FFCheck vs Compensair — what you actually keep
Compensair works on 25% commission ("no win, no fee"). On €400 = €100 gone, you get €300. With our €9.99 letter you keep €390. Quick difference per claim: €90.
Compensair is a European claim service with a "no win, no fee" model: you assign your claim right via a signed "Assignment of Rights", they pursue the claim, and on success retain 25% of the payout.
The math on a €400 EU 261 claim:
- FFCheck: €9.99 for the letter, you get €400 direct from the airline. Net: €390.01.
- Compensair: €0 upfront, 25% commission retained: €100. Net: €300.
Difference: €90 per claim. On a family of 4 (€1,600): FFCheck €1,590 vs Compensair €1,200. Difference: €390. On a €600 claim: FFCheck €590 vs Compensair €450 (difference €140); family of 4 on €2,400: FFCheck €2,390 vs Compensair €1,800 (difference €590).
Time. Compensair: 8-12 weeks per their FAQ. FFCheck: PDF in seconds, airline 14-day deadline (as our letter demands).
Data. Compensair "Assignment of Rights" covers: ID copy, boarding pass, booking PNR, the IBAN THEY receive on, contact details. Privacy statement mentions aggregation + sharing with "trusted partners". FFCheck: only what you type + Stripe token. No Assignment, no ID copy, no IBAN.
"No win no fee" — the asterisk. Compensair's no-fee clause covers only the basic process. If court action needed: often a surcharge OR they choose not to pursue (since their 25% of €0 = €0 doesn't cover costs). You lose control plus time.
When is Compensair still better? Honestly: for highly contested cases where you have no time for escalation and are willing to give up 25% for "hands-off" service. For typical EU 261 delays: no.
Flight delayed or cancelled? Claim €250–€600
We draft a formal EU 261/2004 claim letter to your airline. Send-ready PDF with legal citations — ready to file.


What to work on >>
The answer must be a single number: how many lines of the records below contain "closed".
*****
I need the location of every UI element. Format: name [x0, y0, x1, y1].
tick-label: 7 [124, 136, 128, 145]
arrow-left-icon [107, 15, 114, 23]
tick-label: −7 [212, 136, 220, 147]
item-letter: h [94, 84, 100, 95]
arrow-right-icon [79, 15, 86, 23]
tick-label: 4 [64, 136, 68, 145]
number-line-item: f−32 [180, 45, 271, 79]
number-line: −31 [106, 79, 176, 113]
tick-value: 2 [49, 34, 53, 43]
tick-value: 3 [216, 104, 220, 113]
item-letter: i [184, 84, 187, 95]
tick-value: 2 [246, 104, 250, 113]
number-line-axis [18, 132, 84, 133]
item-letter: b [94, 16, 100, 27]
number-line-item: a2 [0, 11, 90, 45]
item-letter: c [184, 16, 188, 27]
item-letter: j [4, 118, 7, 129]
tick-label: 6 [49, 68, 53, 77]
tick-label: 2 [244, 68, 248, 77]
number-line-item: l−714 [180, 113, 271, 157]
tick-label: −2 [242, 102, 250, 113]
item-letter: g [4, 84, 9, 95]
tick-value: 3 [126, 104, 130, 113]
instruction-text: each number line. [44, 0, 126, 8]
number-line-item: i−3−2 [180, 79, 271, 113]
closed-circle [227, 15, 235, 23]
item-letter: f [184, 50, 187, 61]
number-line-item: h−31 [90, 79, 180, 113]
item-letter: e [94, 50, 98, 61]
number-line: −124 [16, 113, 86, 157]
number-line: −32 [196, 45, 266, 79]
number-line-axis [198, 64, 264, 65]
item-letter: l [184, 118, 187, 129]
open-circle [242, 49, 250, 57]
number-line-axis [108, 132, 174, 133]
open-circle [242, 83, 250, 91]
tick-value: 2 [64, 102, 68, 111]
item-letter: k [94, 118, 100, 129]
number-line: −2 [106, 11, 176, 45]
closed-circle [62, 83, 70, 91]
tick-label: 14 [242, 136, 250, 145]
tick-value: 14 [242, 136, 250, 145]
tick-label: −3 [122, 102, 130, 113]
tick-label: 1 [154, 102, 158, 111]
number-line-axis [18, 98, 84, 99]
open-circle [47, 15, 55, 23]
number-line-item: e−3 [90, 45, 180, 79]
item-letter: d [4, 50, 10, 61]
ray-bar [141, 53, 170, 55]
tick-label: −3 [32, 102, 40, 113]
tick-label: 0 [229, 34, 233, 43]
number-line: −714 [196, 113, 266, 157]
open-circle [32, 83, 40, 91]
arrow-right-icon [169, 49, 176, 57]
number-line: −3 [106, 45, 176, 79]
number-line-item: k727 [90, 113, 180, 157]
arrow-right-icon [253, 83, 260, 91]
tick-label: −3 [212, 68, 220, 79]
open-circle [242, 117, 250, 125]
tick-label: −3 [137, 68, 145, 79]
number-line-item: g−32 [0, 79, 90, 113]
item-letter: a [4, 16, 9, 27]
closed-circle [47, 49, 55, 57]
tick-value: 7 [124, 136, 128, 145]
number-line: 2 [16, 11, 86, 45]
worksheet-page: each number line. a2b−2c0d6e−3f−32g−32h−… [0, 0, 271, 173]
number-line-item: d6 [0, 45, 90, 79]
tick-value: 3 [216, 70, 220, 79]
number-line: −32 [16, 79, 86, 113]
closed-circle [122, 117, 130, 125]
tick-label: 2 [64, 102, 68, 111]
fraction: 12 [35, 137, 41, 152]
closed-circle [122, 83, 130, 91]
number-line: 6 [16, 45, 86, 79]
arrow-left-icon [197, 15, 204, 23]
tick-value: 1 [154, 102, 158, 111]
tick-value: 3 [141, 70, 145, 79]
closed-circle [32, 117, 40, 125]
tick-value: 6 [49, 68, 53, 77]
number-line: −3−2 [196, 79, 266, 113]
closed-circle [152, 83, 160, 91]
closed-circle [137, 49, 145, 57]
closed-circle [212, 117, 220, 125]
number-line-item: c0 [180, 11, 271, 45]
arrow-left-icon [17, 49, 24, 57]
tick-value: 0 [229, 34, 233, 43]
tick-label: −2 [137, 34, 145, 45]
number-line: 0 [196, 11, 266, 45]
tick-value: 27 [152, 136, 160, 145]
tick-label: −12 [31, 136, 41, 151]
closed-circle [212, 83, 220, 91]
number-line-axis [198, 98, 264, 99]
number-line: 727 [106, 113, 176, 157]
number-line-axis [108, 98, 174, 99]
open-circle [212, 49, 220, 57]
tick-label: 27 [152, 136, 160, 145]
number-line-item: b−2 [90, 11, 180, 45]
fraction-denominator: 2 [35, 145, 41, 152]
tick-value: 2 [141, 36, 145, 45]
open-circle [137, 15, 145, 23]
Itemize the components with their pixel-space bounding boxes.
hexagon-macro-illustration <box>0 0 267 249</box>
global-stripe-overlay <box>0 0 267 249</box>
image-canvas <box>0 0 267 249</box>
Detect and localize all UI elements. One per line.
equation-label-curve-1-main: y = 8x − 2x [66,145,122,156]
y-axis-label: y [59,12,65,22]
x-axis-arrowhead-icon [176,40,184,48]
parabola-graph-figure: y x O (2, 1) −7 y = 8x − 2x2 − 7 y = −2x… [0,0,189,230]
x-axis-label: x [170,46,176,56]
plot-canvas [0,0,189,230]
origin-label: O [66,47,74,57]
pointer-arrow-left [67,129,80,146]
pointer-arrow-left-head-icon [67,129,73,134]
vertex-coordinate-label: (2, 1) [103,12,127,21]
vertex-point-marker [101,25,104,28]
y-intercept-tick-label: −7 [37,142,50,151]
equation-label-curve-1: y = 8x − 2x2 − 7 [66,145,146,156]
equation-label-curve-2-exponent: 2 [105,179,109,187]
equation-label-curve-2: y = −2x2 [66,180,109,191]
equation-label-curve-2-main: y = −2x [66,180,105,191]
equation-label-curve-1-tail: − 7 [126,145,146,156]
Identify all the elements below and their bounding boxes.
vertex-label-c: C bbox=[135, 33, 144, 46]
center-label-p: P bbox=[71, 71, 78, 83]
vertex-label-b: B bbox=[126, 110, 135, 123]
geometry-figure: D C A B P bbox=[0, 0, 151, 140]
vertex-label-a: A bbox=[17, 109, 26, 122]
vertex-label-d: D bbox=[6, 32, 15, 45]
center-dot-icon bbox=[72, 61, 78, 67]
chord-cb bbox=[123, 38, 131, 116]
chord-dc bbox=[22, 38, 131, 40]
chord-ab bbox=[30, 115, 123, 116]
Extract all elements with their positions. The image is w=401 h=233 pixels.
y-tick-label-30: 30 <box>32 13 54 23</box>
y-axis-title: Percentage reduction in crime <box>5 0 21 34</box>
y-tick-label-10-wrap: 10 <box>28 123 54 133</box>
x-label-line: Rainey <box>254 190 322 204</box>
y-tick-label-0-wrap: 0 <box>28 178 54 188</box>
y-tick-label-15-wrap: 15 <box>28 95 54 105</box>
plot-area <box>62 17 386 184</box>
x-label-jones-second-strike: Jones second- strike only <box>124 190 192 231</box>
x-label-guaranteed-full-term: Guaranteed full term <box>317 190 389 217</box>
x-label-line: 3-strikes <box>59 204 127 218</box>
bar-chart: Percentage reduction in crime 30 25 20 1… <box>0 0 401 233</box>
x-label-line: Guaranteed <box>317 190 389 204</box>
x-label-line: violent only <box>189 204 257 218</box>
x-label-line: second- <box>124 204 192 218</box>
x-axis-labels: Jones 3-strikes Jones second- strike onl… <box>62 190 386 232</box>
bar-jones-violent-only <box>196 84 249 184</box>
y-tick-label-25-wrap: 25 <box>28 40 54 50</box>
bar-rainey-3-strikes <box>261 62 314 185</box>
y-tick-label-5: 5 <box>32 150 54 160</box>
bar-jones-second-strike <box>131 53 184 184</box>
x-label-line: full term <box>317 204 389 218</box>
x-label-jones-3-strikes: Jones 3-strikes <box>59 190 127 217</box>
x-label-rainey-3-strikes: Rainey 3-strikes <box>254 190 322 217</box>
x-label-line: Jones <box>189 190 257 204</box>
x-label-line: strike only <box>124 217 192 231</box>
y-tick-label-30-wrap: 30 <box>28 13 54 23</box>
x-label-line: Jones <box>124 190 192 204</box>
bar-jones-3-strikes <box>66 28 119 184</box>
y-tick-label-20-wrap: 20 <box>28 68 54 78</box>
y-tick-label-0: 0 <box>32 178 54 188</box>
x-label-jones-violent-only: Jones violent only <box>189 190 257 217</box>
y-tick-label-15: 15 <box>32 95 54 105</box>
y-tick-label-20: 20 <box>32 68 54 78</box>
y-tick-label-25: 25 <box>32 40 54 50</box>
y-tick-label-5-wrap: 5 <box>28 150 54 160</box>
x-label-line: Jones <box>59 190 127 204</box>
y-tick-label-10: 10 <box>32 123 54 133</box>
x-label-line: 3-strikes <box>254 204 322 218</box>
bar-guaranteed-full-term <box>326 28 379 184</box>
*****
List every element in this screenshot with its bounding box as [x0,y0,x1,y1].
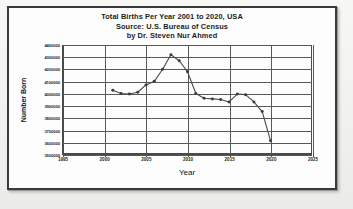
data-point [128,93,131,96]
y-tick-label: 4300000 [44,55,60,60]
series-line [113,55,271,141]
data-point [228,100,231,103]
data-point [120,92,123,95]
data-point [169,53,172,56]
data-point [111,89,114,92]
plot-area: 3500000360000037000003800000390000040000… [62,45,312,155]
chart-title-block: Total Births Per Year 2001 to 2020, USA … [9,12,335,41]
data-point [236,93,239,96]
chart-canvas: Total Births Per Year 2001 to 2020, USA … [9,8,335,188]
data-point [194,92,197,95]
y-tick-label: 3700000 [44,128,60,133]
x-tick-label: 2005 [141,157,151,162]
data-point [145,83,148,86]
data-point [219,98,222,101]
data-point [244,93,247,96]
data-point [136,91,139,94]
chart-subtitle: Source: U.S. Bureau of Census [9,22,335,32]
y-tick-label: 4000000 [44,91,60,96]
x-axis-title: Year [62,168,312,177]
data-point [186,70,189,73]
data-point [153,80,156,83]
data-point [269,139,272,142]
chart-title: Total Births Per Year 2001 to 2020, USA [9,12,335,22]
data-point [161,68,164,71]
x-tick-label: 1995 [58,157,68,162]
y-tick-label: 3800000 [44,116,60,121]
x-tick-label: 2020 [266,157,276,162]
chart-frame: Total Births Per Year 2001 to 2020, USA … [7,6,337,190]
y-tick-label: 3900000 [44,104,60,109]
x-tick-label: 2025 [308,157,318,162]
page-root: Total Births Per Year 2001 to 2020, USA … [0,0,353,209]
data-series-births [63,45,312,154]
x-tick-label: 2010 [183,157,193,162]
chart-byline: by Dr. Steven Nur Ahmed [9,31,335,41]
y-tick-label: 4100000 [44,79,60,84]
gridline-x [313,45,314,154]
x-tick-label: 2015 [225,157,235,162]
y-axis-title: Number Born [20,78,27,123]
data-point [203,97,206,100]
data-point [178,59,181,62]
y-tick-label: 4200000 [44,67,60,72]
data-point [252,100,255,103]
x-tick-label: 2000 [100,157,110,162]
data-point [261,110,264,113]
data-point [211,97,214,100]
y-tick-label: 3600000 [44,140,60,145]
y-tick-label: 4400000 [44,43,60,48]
*****
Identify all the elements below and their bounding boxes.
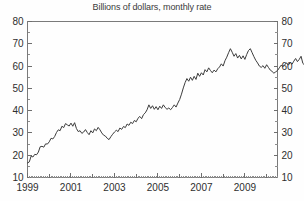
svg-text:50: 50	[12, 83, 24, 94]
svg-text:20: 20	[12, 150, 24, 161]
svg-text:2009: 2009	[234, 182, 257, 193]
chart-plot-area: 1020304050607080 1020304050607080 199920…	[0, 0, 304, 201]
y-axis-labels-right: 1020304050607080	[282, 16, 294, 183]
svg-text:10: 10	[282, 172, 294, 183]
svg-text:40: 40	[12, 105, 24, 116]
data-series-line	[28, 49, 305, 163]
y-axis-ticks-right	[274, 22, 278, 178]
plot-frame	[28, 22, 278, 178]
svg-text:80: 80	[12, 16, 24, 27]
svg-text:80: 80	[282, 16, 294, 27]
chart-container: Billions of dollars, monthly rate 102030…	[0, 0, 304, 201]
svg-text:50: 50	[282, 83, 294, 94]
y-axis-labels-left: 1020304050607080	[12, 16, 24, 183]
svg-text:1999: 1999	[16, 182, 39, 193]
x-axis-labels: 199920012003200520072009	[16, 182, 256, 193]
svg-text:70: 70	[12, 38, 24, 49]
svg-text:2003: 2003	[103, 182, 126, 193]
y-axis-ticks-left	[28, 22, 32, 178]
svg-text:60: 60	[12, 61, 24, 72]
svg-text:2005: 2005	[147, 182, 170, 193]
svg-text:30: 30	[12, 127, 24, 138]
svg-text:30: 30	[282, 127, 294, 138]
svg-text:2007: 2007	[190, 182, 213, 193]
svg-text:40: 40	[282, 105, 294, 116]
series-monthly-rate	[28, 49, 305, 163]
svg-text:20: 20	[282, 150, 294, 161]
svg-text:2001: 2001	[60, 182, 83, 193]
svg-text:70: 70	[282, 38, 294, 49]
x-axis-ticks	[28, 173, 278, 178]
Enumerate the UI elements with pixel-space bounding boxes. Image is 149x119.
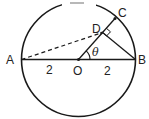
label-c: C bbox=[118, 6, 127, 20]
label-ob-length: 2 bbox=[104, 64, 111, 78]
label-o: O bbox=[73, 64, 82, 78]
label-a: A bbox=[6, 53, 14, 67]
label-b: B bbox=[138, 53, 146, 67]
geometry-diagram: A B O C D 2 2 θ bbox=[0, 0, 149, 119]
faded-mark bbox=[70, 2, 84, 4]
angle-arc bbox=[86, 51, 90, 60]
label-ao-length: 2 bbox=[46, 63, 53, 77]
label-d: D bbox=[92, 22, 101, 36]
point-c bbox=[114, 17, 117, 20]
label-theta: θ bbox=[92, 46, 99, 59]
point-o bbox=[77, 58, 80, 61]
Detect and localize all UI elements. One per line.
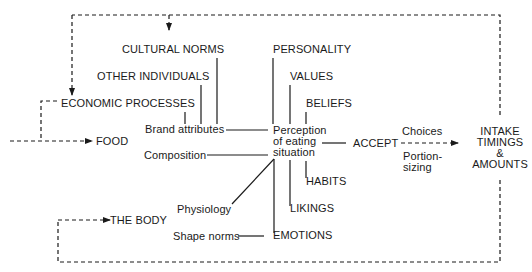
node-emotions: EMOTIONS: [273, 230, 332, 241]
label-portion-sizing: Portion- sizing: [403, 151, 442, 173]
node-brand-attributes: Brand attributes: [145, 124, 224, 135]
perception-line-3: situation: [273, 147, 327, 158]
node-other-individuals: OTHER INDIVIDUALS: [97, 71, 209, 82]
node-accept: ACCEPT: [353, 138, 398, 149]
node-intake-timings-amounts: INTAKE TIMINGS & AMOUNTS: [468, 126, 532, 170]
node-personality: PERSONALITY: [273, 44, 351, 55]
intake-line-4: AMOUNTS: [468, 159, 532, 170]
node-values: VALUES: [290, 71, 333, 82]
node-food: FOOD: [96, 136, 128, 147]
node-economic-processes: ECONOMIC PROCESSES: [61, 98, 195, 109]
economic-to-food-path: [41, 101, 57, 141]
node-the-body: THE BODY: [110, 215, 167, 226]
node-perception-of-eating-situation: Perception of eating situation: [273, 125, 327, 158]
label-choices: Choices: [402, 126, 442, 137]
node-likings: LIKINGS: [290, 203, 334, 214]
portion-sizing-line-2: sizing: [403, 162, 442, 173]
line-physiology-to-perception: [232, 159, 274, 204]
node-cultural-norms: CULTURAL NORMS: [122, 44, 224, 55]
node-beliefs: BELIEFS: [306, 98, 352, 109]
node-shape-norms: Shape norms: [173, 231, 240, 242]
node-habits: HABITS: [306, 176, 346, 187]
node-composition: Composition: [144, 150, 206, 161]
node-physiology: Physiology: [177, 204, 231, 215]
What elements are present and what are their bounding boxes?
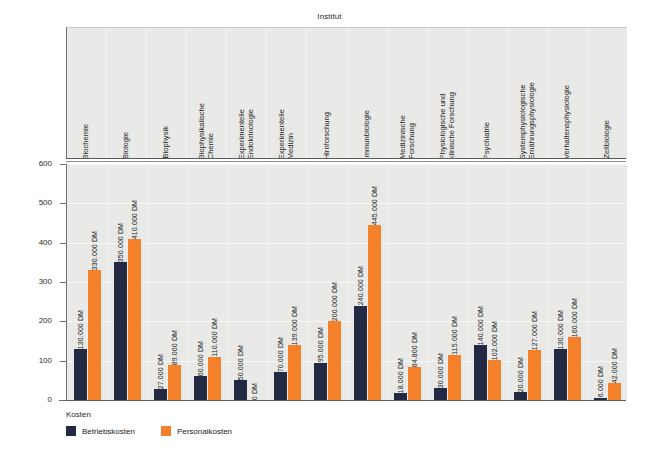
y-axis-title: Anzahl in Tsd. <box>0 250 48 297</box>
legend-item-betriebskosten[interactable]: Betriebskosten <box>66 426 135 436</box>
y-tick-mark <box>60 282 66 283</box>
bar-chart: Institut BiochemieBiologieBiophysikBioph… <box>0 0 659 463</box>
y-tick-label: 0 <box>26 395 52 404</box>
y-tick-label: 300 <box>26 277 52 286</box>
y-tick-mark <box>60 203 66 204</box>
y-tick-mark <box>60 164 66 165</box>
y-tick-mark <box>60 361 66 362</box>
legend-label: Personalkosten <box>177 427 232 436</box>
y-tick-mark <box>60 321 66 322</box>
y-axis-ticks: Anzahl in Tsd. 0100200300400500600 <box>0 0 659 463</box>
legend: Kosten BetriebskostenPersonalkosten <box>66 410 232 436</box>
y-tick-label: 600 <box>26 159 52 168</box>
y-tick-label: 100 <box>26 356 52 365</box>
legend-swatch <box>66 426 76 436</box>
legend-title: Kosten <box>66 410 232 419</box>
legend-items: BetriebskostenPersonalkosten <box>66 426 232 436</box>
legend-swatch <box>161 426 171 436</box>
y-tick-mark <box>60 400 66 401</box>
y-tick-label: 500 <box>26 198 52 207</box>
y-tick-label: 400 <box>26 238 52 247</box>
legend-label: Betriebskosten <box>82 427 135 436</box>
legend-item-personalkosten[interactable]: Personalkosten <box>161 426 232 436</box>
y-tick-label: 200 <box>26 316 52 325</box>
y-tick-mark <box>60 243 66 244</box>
*****
Problem solution >>
10